You’d think it would be easy to accept $623,000 in free money from the state, but this is the new Springfield city council we’re talking about.

Aldermen Roy Williams and Larry Rockford spoke up about a Route 66 improvement plan including a dozen storytelling murals, one of which appears destined for the side of a Chatham bar – A.J.’s Corner – owned in part by Mike Buscher, the new mayor’s husband.

“There’s some people on this council that may be benefiting from the location of these murals,” said Williams. “Is that true? Is that not true? Or is it just a perceived conflict?”

“We know who’s part owner of A.J.’s, so to me it’s a conflict of interest,” threw in Rockford.

After the meeting, Mayor Misty Buscher – protesting that she had been on the job for eight days – said she had nothing to do with the murals and the bar, adding the discussion of the Mother Road improvement plan predates her time as mayor.
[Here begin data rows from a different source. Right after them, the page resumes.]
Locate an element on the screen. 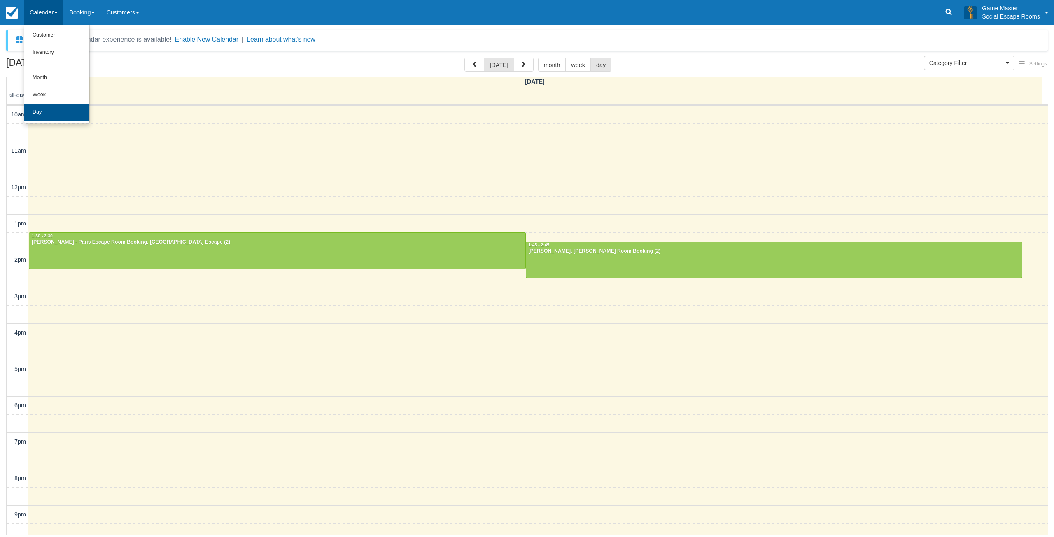  button: month is located at coordinates (552, 65).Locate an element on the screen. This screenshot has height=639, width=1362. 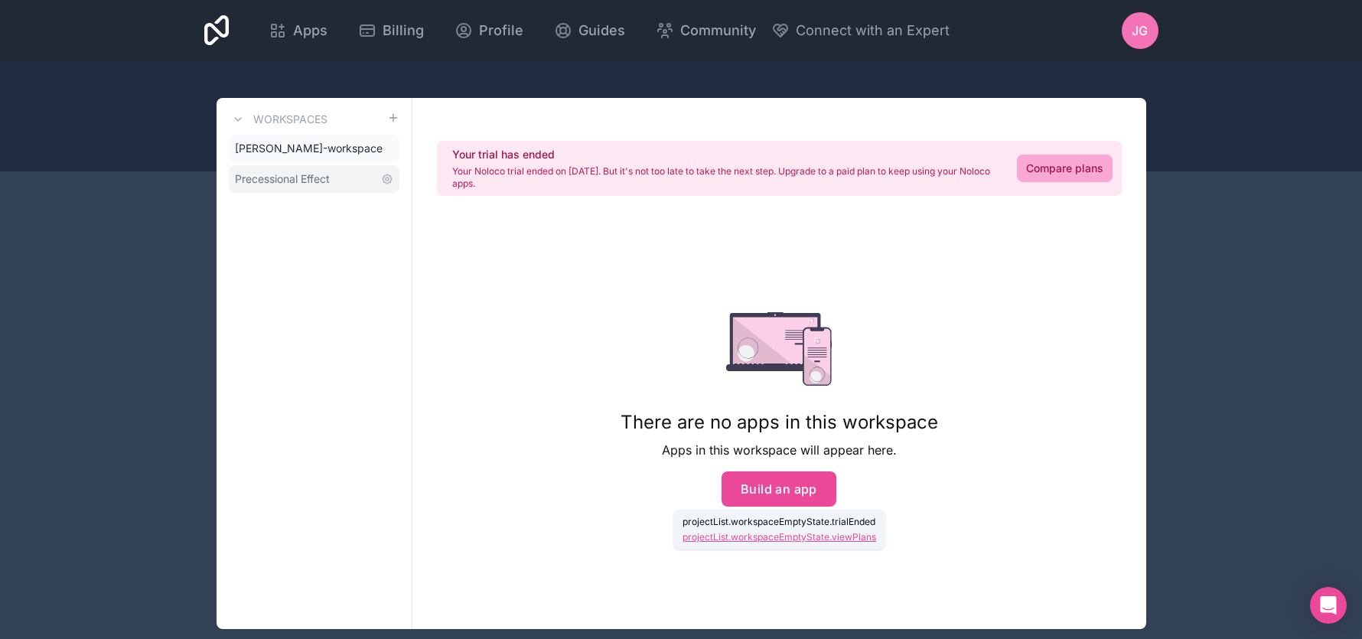
a: Community is located at coordinates (705, 31).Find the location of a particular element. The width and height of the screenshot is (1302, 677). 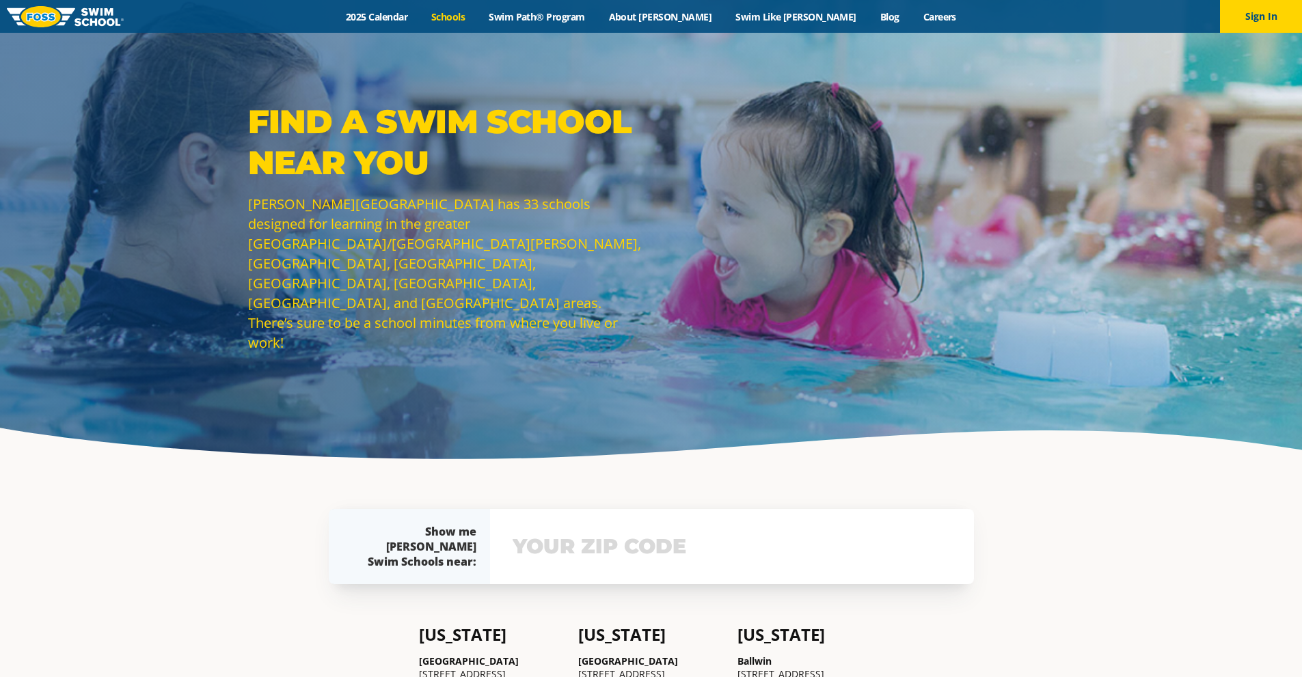

a: Ballwin is located at coordinates (755, 661).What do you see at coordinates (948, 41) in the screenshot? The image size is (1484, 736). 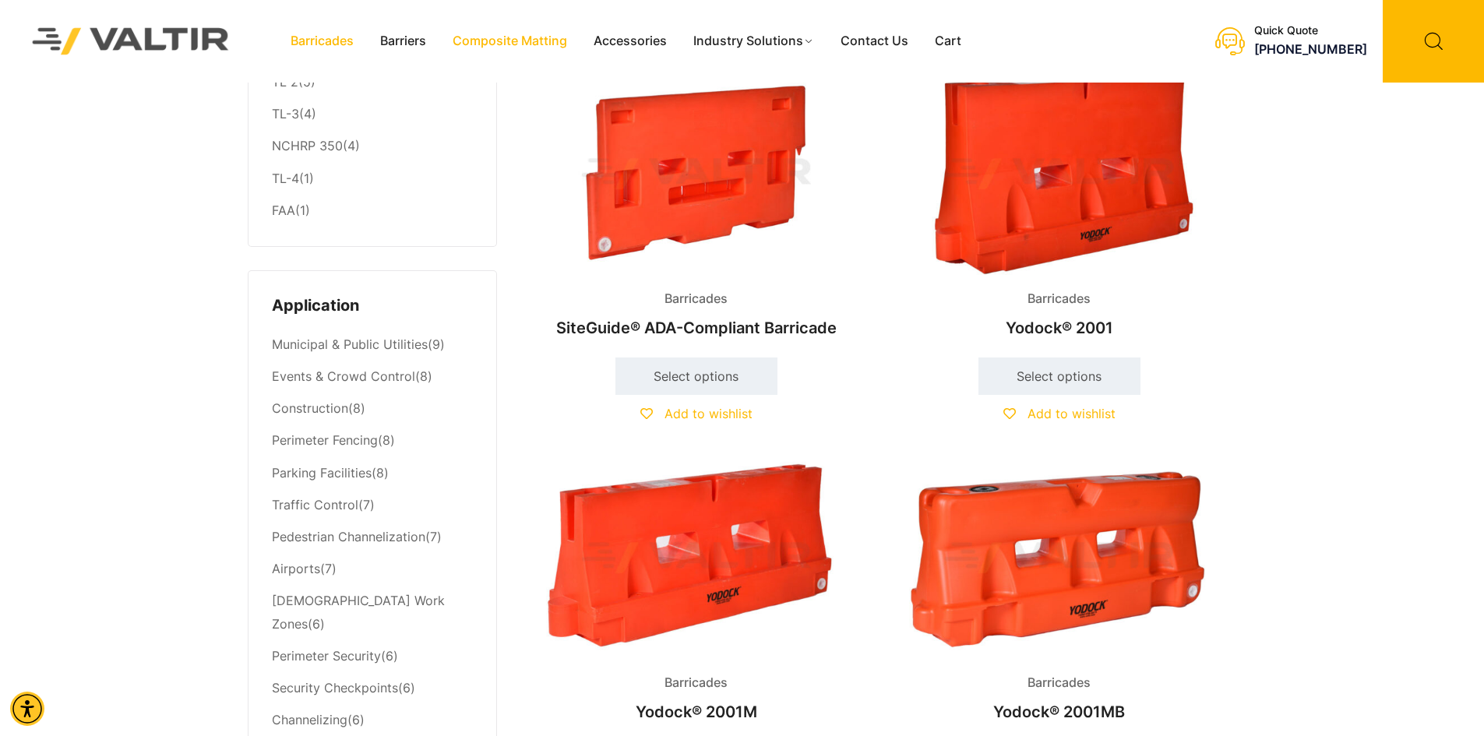 I see `a: Cart` at bounding box center [948, 41].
She added the mural locations really have not been chosen. “They just gave examples in their presentation,” she said of A.J.’s being included when Scott Dahl, director of the Springfield Convention and Visitors Bureau, spoke to aldermen Tuesday.

Ald. Shawn Gregory – voicing hope that the story could include the Black experience of “sundown towns” – joined Williams in voting Present on the vote to accept the grant, which will also pay for “wayside” attractions and the resurrection of Shea’s gas station.

Tuesday night was Buscher’s first with gavel in hand.